Shortly
after NASA's Curiosity Rover landed on Mars and began beaming back its initial
images, a graphic popped up on social networks lampooning NBC's
Olympic coverage. It showed the Earth and Mars with two captions: "NBC:
six hour delay for an event 3,500 miles away. NASA: 14 minute delay for an
event 155,000,000 miles away."
If
nothing else, it was a pithy reminder of how business models artificially
constrain what our technology is capable of. It was also a reminder of the
flack NBC caught for how it handled the broadcasting of the games.
The
company was mercilessly lampooned for its decision to
replay live events long after the outcomes had been widely broadcast online. It
also sought - unsuccessfully - to button up all online viewing in the
U.S. to its own stream, offering a "free" stream to anyone who
authenticated their subscription to a pay TV service. Commentators pointed out
that as a broadcast channel that is obligated by law to offer free broadcasts,
this policy was an affront. It didn't help matters that the stream itself faltered at several key events - something that
will no doubt give over-the-top providers heartburn.
The
streaming wasn't the only debacle.
Twitter,
too, suffered its share of black eyes. The London Olympics were to serve as a
kind of coming out party for "social TV" - where users could tweet
out their reactions to events as they watched them. Yet one day before the
opening ceremony, Twitter crashed. Then after the first day of the
Olympics, the organizers sheepishly asked attendees to only Tweet "in an
emergency" because broadcasters were complaining that all the Tweets were clogging network bandwidth.
Finally,
Twitter caught huge flack for (temporarily) banning a journalist from London's Independent newspaper, who had been using his Twitter account to
savage NBC for its Olympic coverage (if nothing else, Twitter served as a
useful aggregator for the groundswell of vitriol generated toward NBC).
The
London Olympics were to be a proving ground for two of the TV industry's big
hopes - social and streaming TV. It's clear that neither were as well executed
as they could have been - certainly not
gold medal worthy. But like any good competitor, NBC (and Twitter) will
undoubtedly dust themselves off and give it another go in Sochi.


PROMPT:
Would you retype the lines from the one that holds "is (1317, 635)." to the final line of the entries below, both ends included and exactly as written, but without pictures?

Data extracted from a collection
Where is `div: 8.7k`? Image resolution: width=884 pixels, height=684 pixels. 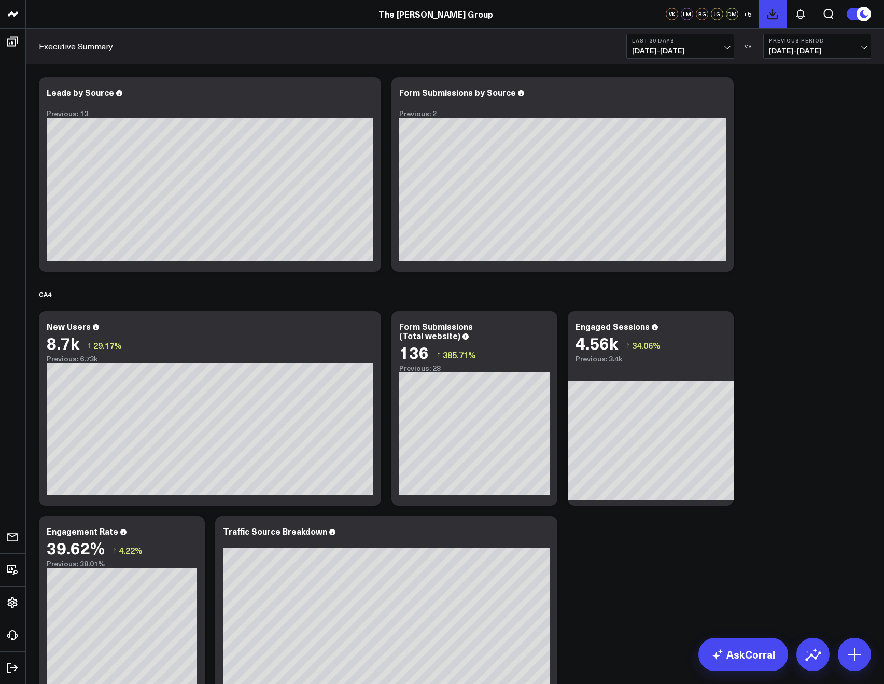 div: 8.7k is located at coordinates (63, 343).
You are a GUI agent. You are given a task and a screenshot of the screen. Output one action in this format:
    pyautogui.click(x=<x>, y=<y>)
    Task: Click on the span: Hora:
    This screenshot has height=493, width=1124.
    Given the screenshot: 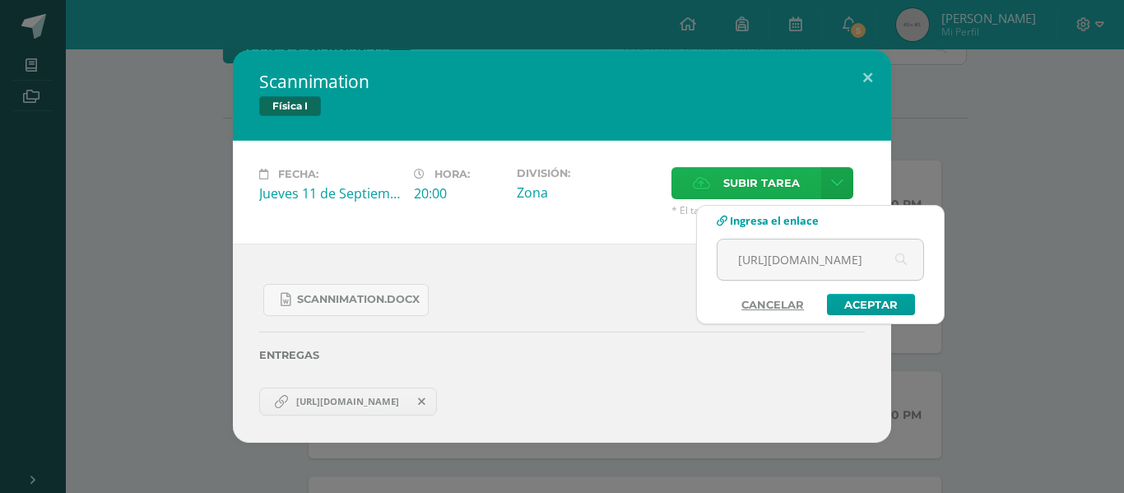 What is the action you would take?
    pyautogui.click(x=452, y=174)
    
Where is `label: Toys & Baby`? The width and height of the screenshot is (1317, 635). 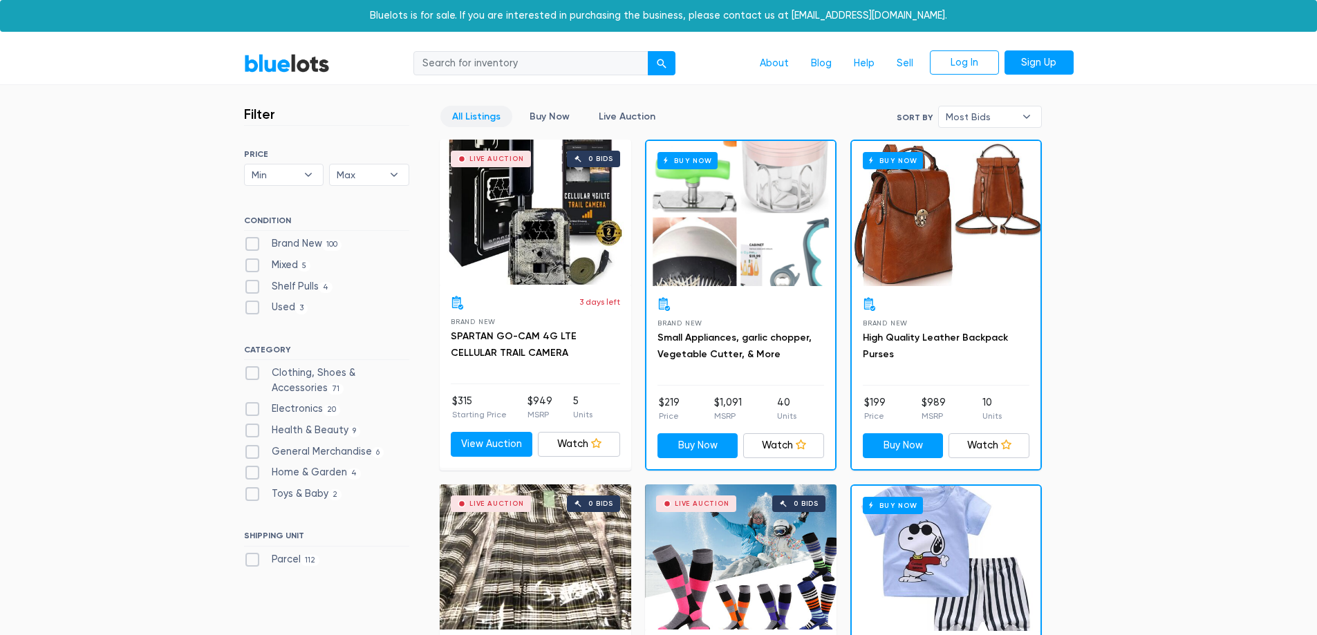
label: Toys & Baby is located at coordinates (293, 494).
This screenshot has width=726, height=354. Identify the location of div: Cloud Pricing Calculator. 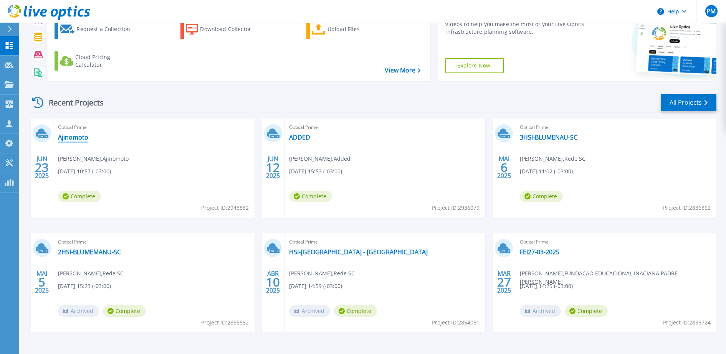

SOLUTION TO THE EXERCISE:
Where is `label: Toys & Baby`? The width and height of the screenshot is (1317, 635). 
label: Toys & Baby is located at coordinates (293, 494).
This screenshot has width=726, height=354. Identify the location of div: Cloud Pricing Calculator. 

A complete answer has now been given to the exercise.